Given data Block Start
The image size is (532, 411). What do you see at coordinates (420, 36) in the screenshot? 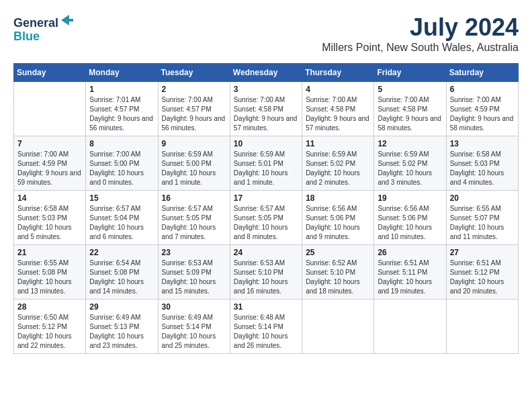
I see `title-section: July 2024 Millers Point, New South Wales…` at bounding box center [420, 36].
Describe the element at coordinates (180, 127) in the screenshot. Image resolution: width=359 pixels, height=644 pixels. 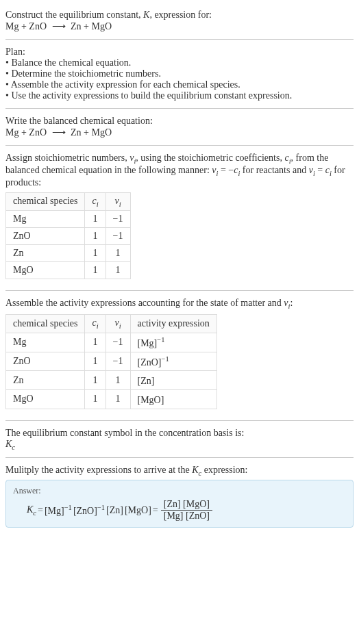
I see `balanced-section: Write the balanced chemical equation: Mg…` at that location.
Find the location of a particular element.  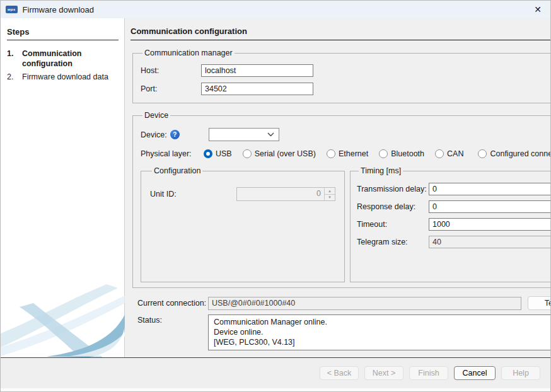

physical-layer-row: Physical layer: USB Serial (over USB) is located at coordinates (345, 154).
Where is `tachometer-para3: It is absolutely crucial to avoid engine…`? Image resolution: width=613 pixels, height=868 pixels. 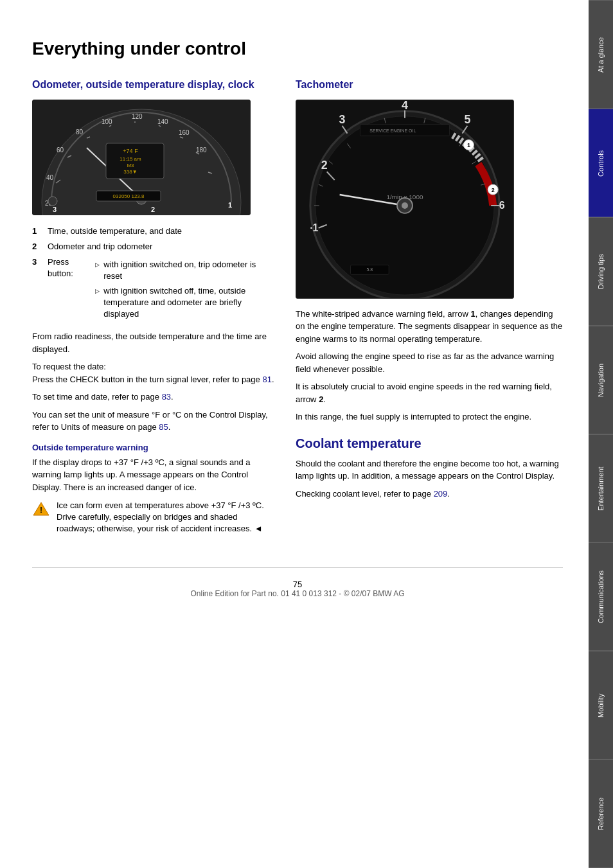
tachometer-para3: It is absolutely crucial to avoid engine… is located at coordinates (429, 393).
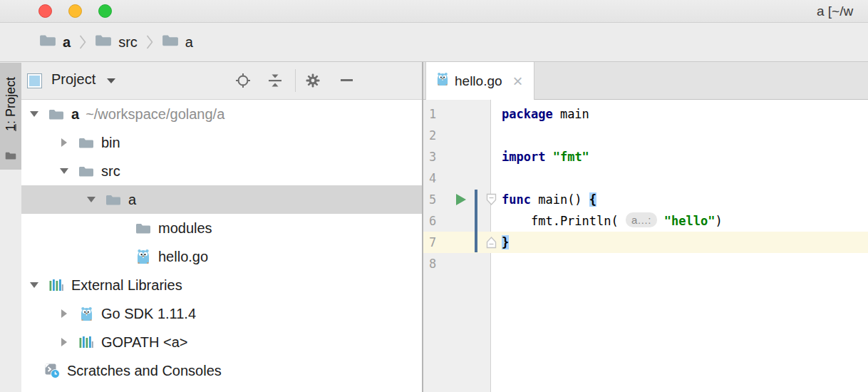  What do you see at coordinates (105, 11) in the screenshot?
I see `zoom-window-button` at bounding box center [105, 11].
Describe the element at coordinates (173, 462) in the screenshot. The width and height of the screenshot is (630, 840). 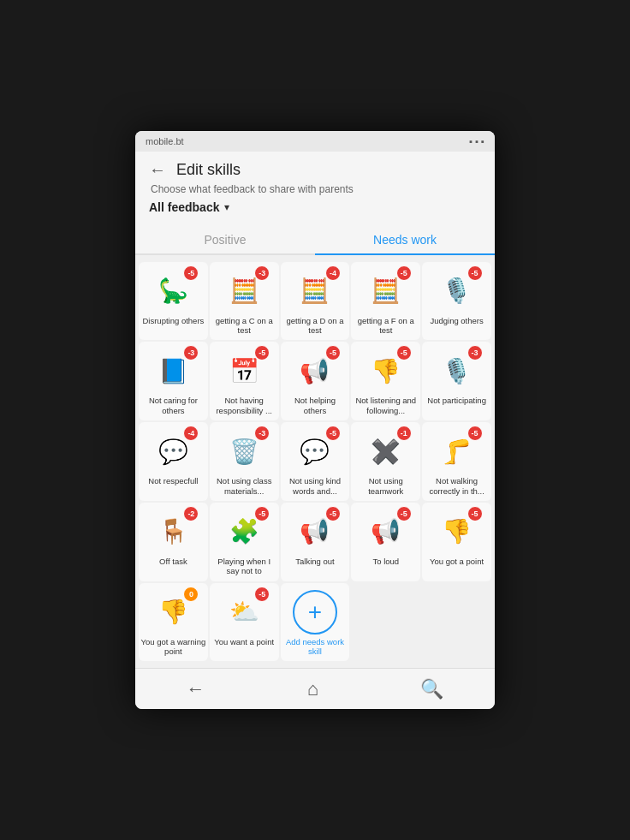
Given data Block End
Transcribe the material exactly, and leave out whatever pictures it holds.

The image size is (532, 411). What do you see at coordinates (420, 36) in the screenshot? 
I see `title-section: July 2024 Millers Point, New South Wales…` at bounding box center [420, 36].
Describe the element at coordinates (180, 127) in the screenshot. Image resolution: width=359 pixels, height=644 pixels. 
I see `balanced-section: Write the balanced chemical equation: Mg…` at that location.
Find the location of a particular element.  

physical-layer-row: Physical layer: USB Serial (over USB) is located at coordinates (345, 154).
Where is `tachometer-para3: It is absolutely crucial to avoid engine…`? Image resolution: width=613 pixels, height=868 pixels. 
tachometer-para3: It is absolutely crucial to avoid engine… is located at coordinates (429, 393).
  What do you see at coordinates (105, 11) in the screenshot?
I see `zoom-window-button` at bounding box center [105, 11].
Describe the element at coordinates (173, 462) in the screenshot. The width and height of the screenshot is (630, 840). 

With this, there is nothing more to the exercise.